Report every line below that holds the word "Where".

*** DATASET CONTENT ***

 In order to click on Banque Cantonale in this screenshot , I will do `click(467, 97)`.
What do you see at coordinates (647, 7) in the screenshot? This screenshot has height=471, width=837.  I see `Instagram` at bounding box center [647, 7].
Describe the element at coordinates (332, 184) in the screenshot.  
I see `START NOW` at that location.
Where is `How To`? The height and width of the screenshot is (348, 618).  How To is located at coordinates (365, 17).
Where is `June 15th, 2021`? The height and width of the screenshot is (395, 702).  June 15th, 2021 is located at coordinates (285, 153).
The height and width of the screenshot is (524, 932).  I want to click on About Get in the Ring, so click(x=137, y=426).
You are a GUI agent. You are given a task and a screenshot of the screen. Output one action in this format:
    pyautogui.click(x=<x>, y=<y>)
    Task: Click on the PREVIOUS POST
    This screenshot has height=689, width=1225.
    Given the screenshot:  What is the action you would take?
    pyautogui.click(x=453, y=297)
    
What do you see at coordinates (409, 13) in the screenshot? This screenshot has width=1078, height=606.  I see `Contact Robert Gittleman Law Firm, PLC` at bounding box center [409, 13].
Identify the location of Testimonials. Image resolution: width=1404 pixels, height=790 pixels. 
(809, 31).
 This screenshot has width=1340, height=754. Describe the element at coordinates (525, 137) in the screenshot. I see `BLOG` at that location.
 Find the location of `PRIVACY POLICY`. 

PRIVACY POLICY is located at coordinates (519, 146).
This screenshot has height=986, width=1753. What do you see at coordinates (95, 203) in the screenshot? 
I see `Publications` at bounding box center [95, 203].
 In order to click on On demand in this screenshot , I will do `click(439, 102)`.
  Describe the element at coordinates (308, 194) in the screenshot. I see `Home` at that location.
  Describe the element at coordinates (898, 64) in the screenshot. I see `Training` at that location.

*** End of DATASET CONTENT ***

● **FINAL ANSWER**:
Where is `How To`? The height and width of the screenshot is (348, 618).  How To is located at coordinates (365, 17).
Where is `June 15th, 2021`? The height and width of the screenshot is (395, 702).  June 15th, 2021 is located at coordinates (285, 153).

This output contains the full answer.